Former President George W. Bush has emerged to defend one of his signature "accomplishments": No Child Left Behind. In an interview with Time's Andrew Rotherham, Bush heaps on the superlatives that no one else is applying to NCLB. He's "extremely proud." It's "one of the really positive things our Administration accomplished" and "it's time to celebrate excellence" on the law's 10th anniversary. With that, he has some words of advice for President Obama:
The President is going to have to be very firm in resisting the temptation to take the easy path. The President has to take the lead and say, Wait a minute, No Child Left Behind has worked. Let’s not weaken it.Are you fucking kidding me? Even by Bush standards, the claim that No Child Left Behind has worked is shocking. Bush specifically cites "a noticeable change in achievement, particularly among minority groups," but between 1992 (10 years before passage of NCLB) and 2007 (five years after), the black-white achievement gap on the National Assessment of Educational Progress, called "the nation's report card," narrowed in only 15 states for fourth grade math and just four states for eighth grade math. In reading, the fourth grade gap narrowed in just three states, and the eighth grade gap narrowed in none. Data on the Hispanic-white achievement gap is less complete, but in most states for which there is data, the gap remains essentially unchanged.

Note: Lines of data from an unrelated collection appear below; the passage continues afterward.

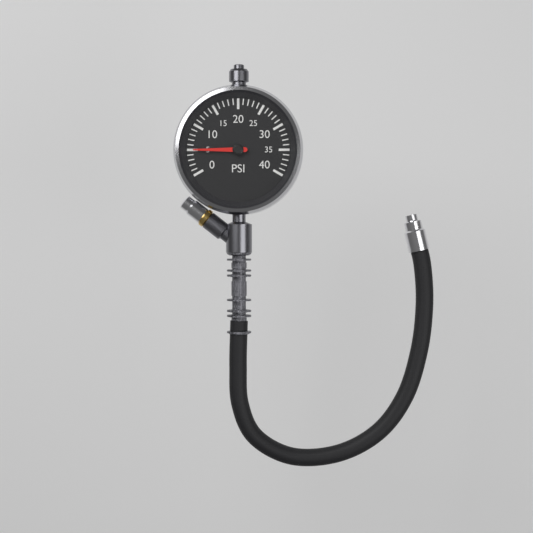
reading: 5 psi
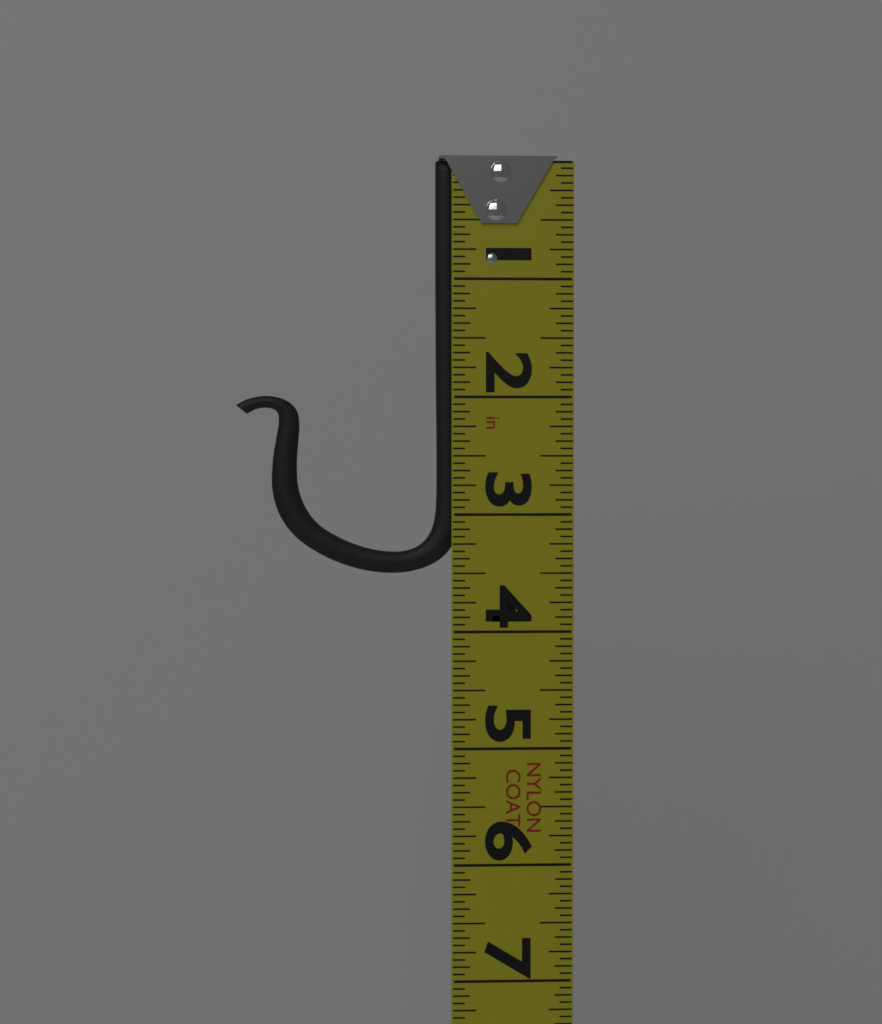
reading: 3.5000 in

It's not just the racial gaps that are at issue, either. As Diane Ravitch, an education expert who at this point basically lives her life doing penance for having supported NCLB at the time it was passed, wrote in 2010, rounded education has in many schools been abandoned for test preparation focusing on specific tests in narrow subject areas (generally just math and reading, as if those are the only components of an education).
Yet:
Despite the time and money invested in testing, scores on NAEP have increased slowly or not at all. In mathematics the rate of improvement was greater before NCLB was passed. In reading there have been gains in fourth grade, but the national scores for eighth graders were essentially the same in 2009 as they were in 1998.The sad fact is that President Obama's education funding policy, Race to the Top, is no better than No Child Left Behind. It, too, is founded on an obsession with forms of testing and measurement that have not been proven effective. It has accelerated the growth of often profit-driven charter schools. In short, it keeps many of the worst features of NCLB while adding in some equally bad ones.
But if there's someone Obama should not listen to on education, it's the president who set us down this disastrous path to begin with. So, President Obama: You're going to have to be very firm in resisting the temptation to take the easy path. You have to take the lead and say, Wait a minute, No Child Left Behind and Race to the Top have not worked. Let’s scrap them and start over.